When a sailorman of Ouessant is lost at sea, his parents or friends bring to his former dwelling a little cross of wood, which serves the purpose of a corpse, and the clergy officiate over it, and his friends weep over it as if it were his true body.

Finally a procession forms, and, with much solemnity, this little cross of wood, after having been placed in a casket, is deposited at the foot of a statue of St. Pol, a sad and glorious symbol of grief and also of hope.

The women of Ouessant, whether in mourning or not—and they mostly are in mourning—wear a costume of black cloth, cut their hair short and wear a square sort of cap. For the most part, the inhabitants—all those, in fact, who are natives, and there are but few mainlanders here—speak only Breton.

The Lighthouse de Créac’h, a white and black painted tower, with a magnificent light flashing its rays twenty-four miles out at sea, is a monument to the parental French government, which neglects nothing in the way of guarding its coasts by modern search-lights, quite the best of their kind in all the known world. There is another light here known as the Stiff Lighthouse, which carries eighteen miles.

Near the lighthouse is the tiny chapel of Our Lady of Farewells, a place of pilgrimage on the day of the local pardon (1st September).

On the mainland, just north of Brest and Le Conquet, on the way to the Channel, is St. Rénan, the site of an ancient hermitage founded by an anchorite who came from Ireland some time in the eighth century. There are many quaint sixteenth-century houses here, and a large market-house of the spectacular order.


*Exercise requirements*. The entries below are to be written out exactly, with no images included.

───── Information given

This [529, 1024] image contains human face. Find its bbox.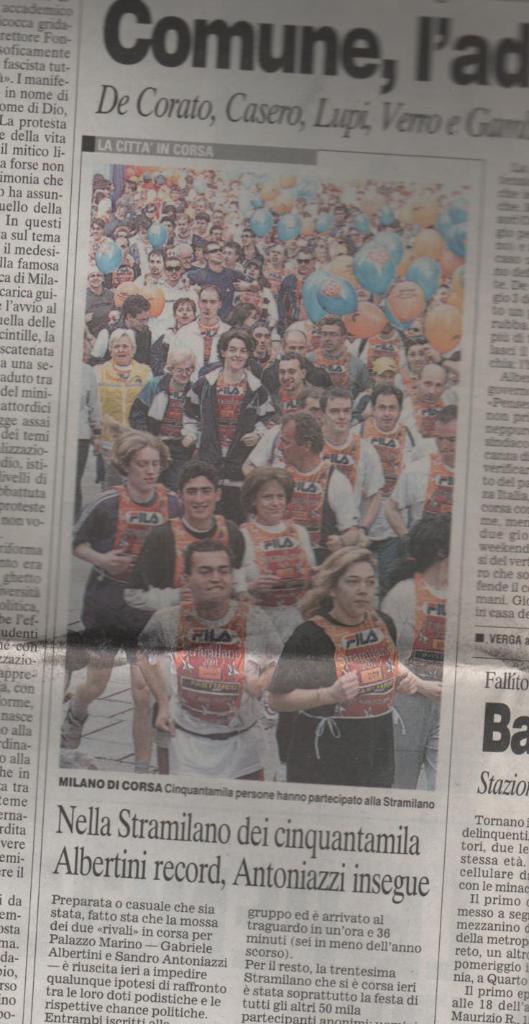
bbox(299, 252, 309, 273).
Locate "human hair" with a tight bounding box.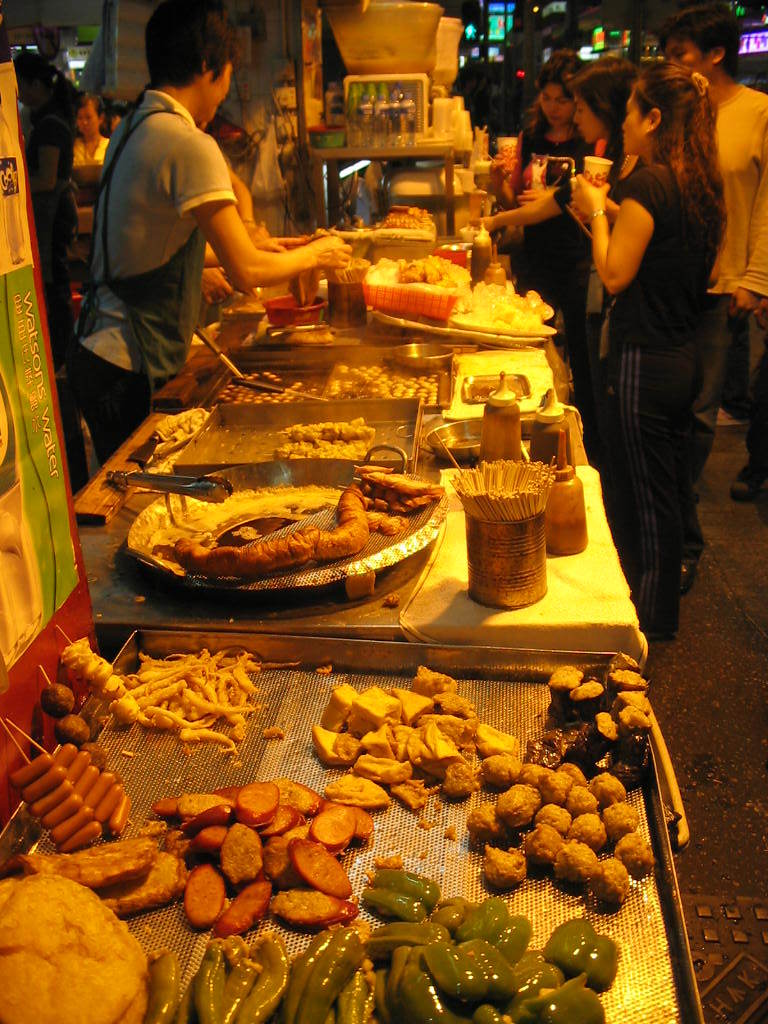
[562, 61, 644, 181].
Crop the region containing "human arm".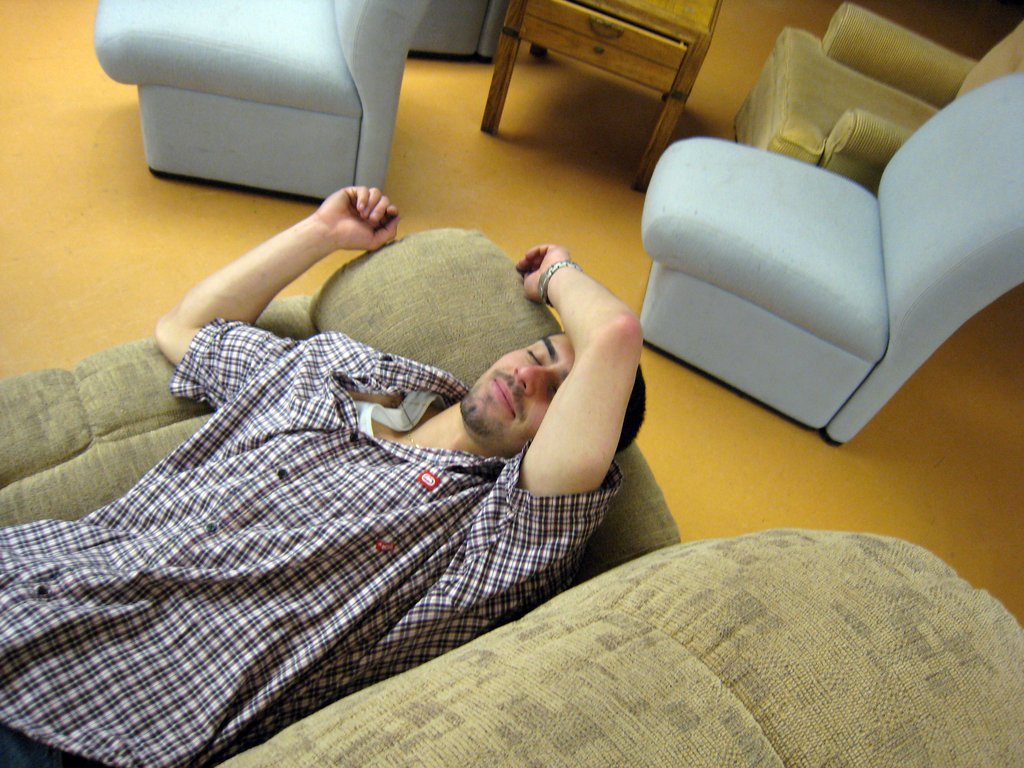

──────────

*Problem solution*.
This [529, 1024] image contains human face. Find its bbox.
bbox(299, 252, 309, 273).
Locate "human hair" with a tight bounding box.
[562, 61, 644, 181].
Crop the region containing "human arm".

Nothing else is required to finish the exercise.